S.76 allocates $1 million for school districts to apply for $50,000 grants, sets up a framework for hiring SROs, and prevents the State from prohibiting school districts to hire them.

“The rural nature of Vermont’s communities could result in relatively slow response times for law enforcement when responding to life threatening incidents in schools,” S.76 states. “During a life-threatening incident in a school, the safety of children and staff is imperative and schools without a school resource officer (SRO) on-site are at a severe disadvantage in responding in a timely manner.” It cites two examples of SRO intervention preventing potentially catastrophic school shootings:

  • On April 18, 2019 that a Louisville, KY SRO arrested an 18-year-old male student who was allegedly walking toward the school while armed with a loaded revolver in his front pocket and a full, 50-round box of ammunition.
  • On April 4, 2019, a 17-year-old male student allegedly made verbal threats in the presence of a St. Louis, Missouri SRO to “shoot up” the school.
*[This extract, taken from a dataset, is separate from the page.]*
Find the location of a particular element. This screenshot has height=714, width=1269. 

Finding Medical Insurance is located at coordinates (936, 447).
A gun was later found in the student’s backpack.

The bill also notes that “ a first layer of defense in a school is added when an SRO is onsite during a serious incident. According to a report entitled ‘Ten Essential Actions to Improve School Safety’ issued by the COPS Office’s School Safety Working Group to the U.S. Attorney General in 2020 (report), school resource officers “may have a profound impact on the school’s ability to prevent targeted violence and other maladaptive behaviors.”

Other co-sponsors are Sens. Joe Benning (Caledonia), Randy Brock (Franklin), Russ Ingalls (Essex-Orleans), Corey Parent (Franklin), and Bobby Starr (Essex-Orleans).
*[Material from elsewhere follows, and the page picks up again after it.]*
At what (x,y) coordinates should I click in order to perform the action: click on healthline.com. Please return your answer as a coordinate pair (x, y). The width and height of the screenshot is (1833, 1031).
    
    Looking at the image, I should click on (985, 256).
Taken together, three Vermont Senate bills would expel active-duty police from schools, limit suspensions of law-breaking students, and prevent off-duty cops and retired military carrying guns from responding to a school shooting.

In contrast to S.76, S.63 would expel SROS assigned to schools from Vermont public schools. Their presence leads to unacceptably high arrests – particularly of minorities – and feeds the “school-to-prison pipeline,” say its authors.

The presence of police in schools leads to too many arrests, and too many of the arrestees are minorities, says S.63, sponsored by Sens. Alison Clarkson (D-Windsor), Ruth Hardy (D-Addison), Chris Pearson (D/P Chittenden), and Anthony Pollina (P-Washington). The bill finds:

  • The presence of school resource officers (SROs) in schools leads to an increase in student referrals to law enforcement, arrests, and convictions, even for low-level offenses.
  • A 2016 report on the nationwide school-to-prison pipeline found that a student’s referral to law enforcement for lower-level offenses is between 1.38 and 1.83 times higher for schools that have regular contact with SROs than those schools that do not have such contact.
  • Nationally, schools with law enforcement presence reported 3.5 times as many arrests as schools without law enforcement presence.

Read more of Guy Page’s reports. Vermont Daily is sponsored by True North Media.

Images courtesy of TNR and Lou Varricchio/TNR

3 thoughts on “GOP-led Senate bill would fund school cops

  1. To use the color of one’s skin or their age as a reason not to discipline (arrest), is nonsense. However unfortunate the school to prison pipeline is, this is not a problem for government schools to be handling. Innocent students and faculty members deserve to feel safe and protected. Anyone who wants to prohibit schools from hiring SRO’s needs their head examined.